A multi-slice SA 2D bSSFP CINE acquisition with retrospective gating and 2× GRAPPA acceleration was performed for all healthy subjects and patients. 2D CINE was acquired in eight breath-holds of 15 s duration (two slices per breath-hold) each with 20 s pause in between, resulting in an acquisition time of 4 min 20 s. 2D CINE acquisition parameters included: in-plane resolution of 1.9 × 1.9 mm (acquired and reconstructed), slice thickness of 8 mm, temporal resolution of ~ 40 ms, 20 cardiac phases (reconstructed), TE = 1.06 ms, TR = 2.12 ms, flip angle = 52° and bandwidth = 915 Hz/px and similar FOV as for 3D CINE.

Evaluation

The proposed CINENet is compared against a CS reconstruction with l1-regularized spatial Haar wavelets and temporal TV regularization13 along the cardiac phases. Regularization parameters were carefully optimized over all datasets (same parameters for all subjects and undersampling factors) and were λs=0.001 for spatial direction and λt=0.005 for temporal direction. A GPU-accelerated CS reconstruction using the BART toolbox58 was employed. Reconstruction times are reported excluding coil sensitivity map generation time.

Image quality was quantitatively assessed by myocardium-to-blood contrast ratios (CR) in end-systolic and end-diastolic cardiac phases and was measured as

CR=meanROImyocardiummeanROIblood 9

with blood pool region of interests (ROIs) drawn in left and right ventricle blood pool for 2D CINE and 3D CINE reconstructed with CINENet and CS. We drew ROIs at similar anatomical positions of 2D and 3D CINE in apical, mid-apical and basal slices. We report average and standard deviation over all test subjects, measurements and systolic and diastolic phase. Statistical significance for CR was determined with a paired Welch’s t-test (significance level of P<0.05) and Bonferroni correction under the null hypothesis of equal means for unequal variances.

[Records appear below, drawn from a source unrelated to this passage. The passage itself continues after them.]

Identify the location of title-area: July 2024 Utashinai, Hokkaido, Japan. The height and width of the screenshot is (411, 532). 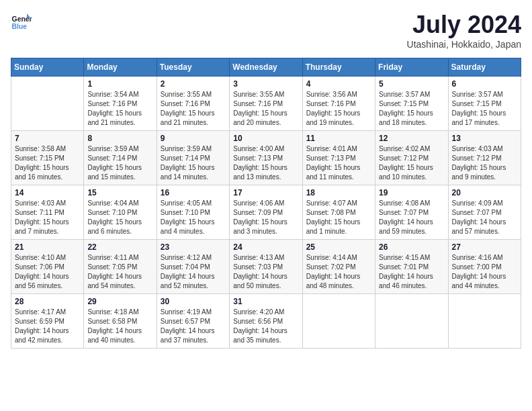
(464, 30).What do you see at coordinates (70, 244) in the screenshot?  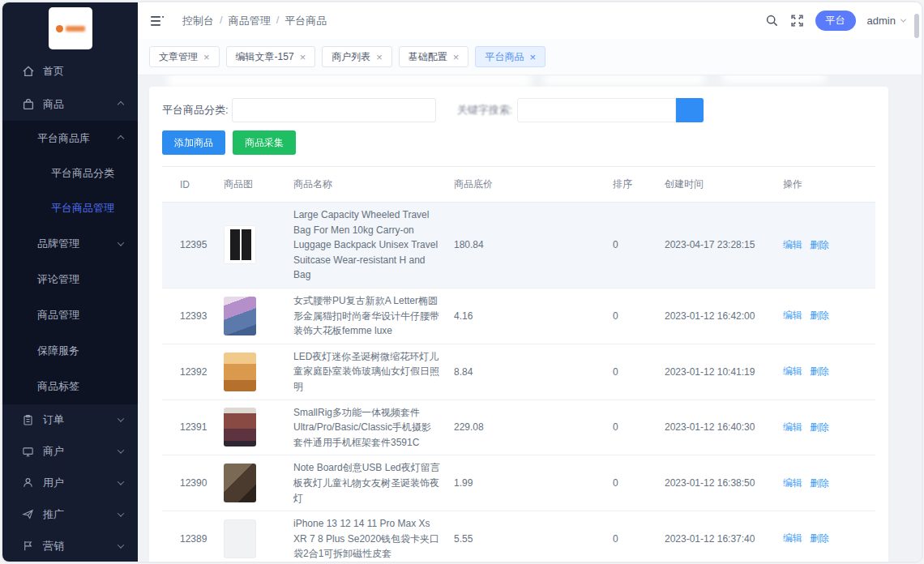 I see `sidebar-item-brand-manage: 品牌管理` at bounding box center [70, 244].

Quantitative LV function assessment was conducted with end-systolic volume (ESV), end-diastolic volume (EDV) and ejection fraction (EF). LV epicardial and endocardial segmentation masks of 2D CINE and 3D CINE acquisitions were automatically determined with the Segment software59 and afterwards manually corrected.

Supplementary information

Supplementary Video S3. (12.2MB, mp4)

Acknowledgements

This work was supported by the following Grants: (1) EPSRC EP/P032311/1, EP/P001009/1 and EP/P007619/1, (2) BHF programme Grant RG/20/1/34802, (3) King’s BHF Centre for Research Excellence RE/18/2/34213 (4) Wellcome EPSRC Centre for Medical Engineering (NS/A000049/1), and (5) the Department of Health via the National Institute for Health Research (NIHR) Cardiovascular Health Technology Cooperative (HTC) and comprehensive Biomedical Research Centre awarded to Guy’s & St. Thomas’ NHS Foundation Trust in partnership with King’s College London and King’s College Hospital NHS Foundation Trust.

Author contributions

All authors contributed to project and study design. T.K., N.F., K.H. participated in methodological development and implemented the network. T.K., A.B, H.Q. contributed to the comparative reconstruction analysis. T.K., A.B. and R.N. developed and implemented the acquisition sequence and protocol. R.H. and P.G.M. recruited and informed the patients. T.K., R.H. and P.G.M. performed the comparative analysis. R.B., D.R. and C.P. obtained funding, guided and supervised the project and proofread the manuscript.

Competing interests

We declare that the author Radhouene Neji is an employee of Siemens Healthcare AG. The other co-authors declare no competing interests.

Footnotes

Publisher's note

Springer Nature remains neutral with regard to jurisdictional claims in published maps and institutional affiliations.

Supplementary information

is available for this paper at 10.1038/s41598-020-70551-8.